◆ **Dataset entries**:
++++

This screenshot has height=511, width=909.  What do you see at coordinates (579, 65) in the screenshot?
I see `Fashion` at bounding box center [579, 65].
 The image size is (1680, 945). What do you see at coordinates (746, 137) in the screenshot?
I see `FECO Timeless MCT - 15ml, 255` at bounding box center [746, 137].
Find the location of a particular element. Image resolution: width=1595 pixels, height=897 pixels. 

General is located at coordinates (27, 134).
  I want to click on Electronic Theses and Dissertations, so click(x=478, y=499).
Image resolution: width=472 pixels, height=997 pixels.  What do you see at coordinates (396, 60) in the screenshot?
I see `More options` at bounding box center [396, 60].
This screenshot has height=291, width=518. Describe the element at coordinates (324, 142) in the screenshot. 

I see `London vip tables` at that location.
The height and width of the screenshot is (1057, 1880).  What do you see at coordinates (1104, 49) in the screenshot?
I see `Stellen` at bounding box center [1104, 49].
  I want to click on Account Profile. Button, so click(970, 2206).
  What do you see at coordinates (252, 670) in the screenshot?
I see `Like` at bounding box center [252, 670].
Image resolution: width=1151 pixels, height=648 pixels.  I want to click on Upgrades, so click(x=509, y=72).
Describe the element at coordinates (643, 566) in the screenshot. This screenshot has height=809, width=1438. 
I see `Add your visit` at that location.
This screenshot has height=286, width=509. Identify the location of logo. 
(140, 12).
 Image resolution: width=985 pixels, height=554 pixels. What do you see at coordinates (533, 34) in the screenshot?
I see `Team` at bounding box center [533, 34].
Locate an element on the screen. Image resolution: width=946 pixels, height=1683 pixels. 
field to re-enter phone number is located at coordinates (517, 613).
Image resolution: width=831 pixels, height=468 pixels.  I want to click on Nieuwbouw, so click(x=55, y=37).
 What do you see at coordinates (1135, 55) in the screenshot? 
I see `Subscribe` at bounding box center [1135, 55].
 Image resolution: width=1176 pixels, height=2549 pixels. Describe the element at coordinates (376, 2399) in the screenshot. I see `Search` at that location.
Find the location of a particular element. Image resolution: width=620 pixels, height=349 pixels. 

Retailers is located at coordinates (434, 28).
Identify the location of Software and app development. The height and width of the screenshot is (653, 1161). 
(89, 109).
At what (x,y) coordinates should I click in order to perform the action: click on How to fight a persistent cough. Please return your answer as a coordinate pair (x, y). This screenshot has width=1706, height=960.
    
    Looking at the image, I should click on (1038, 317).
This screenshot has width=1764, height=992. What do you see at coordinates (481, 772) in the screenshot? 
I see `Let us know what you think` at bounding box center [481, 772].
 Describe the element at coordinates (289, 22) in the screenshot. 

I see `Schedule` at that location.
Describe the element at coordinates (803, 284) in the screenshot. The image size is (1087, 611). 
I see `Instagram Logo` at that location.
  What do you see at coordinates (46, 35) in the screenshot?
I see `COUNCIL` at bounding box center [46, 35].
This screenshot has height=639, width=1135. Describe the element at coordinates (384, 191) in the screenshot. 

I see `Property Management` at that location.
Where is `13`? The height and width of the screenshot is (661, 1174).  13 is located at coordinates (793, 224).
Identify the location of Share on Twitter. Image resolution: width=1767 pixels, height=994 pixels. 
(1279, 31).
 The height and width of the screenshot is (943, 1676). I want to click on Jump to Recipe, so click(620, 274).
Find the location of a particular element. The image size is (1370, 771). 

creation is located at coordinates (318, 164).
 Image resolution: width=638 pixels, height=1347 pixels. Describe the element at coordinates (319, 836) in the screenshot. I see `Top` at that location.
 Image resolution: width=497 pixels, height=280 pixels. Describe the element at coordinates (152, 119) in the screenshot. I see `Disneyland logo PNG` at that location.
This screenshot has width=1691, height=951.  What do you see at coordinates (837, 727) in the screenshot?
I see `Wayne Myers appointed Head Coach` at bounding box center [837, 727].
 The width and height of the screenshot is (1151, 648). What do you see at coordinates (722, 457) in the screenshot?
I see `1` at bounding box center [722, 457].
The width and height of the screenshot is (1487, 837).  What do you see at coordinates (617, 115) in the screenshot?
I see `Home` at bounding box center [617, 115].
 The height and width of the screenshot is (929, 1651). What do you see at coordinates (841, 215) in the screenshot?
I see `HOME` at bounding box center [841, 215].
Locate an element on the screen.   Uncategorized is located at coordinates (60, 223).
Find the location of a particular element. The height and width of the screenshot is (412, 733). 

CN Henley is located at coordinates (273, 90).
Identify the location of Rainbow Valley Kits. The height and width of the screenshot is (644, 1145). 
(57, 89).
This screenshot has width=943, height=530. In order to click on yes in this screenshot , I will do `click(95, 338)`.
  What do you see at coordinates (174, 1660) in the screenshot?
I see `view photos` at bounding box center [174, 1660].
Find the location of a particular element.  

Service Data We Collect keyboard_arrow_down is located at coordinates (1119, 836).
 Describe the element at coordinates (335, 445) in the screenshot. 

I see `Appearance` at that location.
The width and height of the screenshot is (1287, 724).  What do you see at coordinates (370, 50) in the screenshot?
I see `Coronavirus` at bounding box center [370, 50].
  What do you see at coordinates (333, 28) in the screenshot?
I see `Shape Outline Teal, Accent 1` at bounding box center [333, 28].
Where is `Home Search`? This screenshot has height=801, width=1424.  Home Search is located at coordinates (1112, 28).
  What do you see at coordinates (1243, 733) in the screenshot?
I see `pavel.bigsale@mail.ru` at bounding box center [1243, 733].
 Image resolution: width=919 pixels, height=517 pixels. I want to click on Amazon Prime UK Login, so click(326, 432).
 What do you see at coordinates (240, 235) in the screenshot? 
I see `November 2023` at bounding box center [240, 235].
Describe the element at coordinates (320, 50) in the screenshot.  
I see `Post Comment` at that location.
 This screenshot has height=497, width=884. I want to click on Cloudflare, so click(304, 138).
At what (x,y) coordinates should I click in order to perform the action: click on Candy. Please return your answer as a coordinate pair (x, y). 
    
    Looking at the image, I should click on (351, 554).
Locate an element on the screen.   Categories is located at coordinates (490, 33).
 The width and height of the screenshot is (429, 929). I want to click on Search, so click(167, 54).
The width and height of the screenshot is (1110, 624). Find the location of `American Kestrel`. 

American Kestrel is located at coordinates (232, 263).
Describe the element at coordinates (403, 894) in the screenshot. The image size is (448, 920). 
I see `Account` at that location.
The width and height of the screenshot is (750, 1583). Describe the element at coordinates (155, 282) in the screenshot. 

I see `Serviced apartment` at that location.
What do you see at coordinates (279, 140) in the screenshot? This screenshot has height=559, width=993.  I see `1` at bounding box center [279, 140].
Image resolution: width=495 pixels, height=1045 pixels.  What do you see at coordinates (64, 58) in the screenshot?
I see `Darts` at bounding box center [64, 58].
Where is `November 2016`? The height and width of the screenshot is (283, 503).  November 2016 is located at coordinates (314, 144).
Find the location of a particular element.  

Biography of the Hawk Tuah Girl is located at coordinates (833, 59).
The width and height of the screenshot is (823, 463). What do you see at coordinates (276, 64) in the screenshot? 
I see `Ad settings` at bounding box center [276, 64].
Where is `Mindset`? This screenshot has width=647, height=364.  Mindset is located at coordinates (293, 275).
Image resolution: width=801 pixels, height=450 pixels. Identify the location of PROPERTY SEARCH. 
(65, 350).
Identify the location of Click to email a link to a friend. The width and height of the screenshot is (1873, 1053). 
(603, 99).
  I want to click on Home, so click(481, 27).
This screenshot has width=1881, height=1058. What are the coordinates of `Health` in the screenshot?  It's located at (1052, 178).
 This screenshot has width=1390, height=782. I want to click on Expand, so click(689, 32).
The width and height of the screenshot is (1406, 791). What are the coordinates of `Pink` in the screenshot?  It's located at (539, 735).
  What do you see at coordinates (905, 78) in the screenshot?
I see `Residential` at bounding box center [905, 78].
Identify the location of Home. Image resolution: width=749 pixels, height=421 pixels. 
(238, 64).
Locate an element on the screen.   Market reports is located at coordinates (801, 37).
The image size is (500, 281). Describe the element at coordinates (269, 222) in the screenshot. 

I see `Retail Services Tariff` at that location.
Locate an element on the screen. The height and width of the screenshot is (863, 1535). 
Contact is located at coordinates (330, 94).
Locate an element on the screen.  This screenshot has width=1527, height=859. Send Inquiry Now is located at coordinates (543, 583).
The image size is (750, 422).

++++

Each line from the one with "Identify the location of Click" through the end of the entries above is to be returned word for word. Nothing else belongs in the answer.

Identify the location of Click to email a link to a friend. The width and height of the screenshot is (1873, 1053). 
(603, 99).
  I want to click on Home, so click(481, 27).
This screenshot has width=1881, height=1058. What are the coordinates of `Health` in the screenshot?  It's located at (1052, 178).
 This screenshot has width=1390, height=782. I want to click on Expand, so click(689, 32).
The width and height of the screenshot is (1406, 791). What are the coordinates of `Pink` in the screenshot?  It's located at (539, 735).
  What do you see at coordinates (905, 78) in the screenshot?
I see `Residential` at bounding box center [905, 78].
Identify the location of Home. Image resolution: width=749 pixels, height=421 pixels. 
(238, 64).
Locate an element on the screen.   Market reports is located at coordinates (801, 37).
The image size is (500, 281). Describe the element at coordinates (269, 222) in the screenshot. 

I see `Retail Services Tariff` at that location.
Locate an element on the screen. The height and width of the screenshot is (863, 1535). 
Contact is located at coordinates (330, 94).
Locate an element on the screen.  This screenshot has width=1527, height=859. Send Inquiry Now is located at coordinates (543, 583).
The image size is (750, 422).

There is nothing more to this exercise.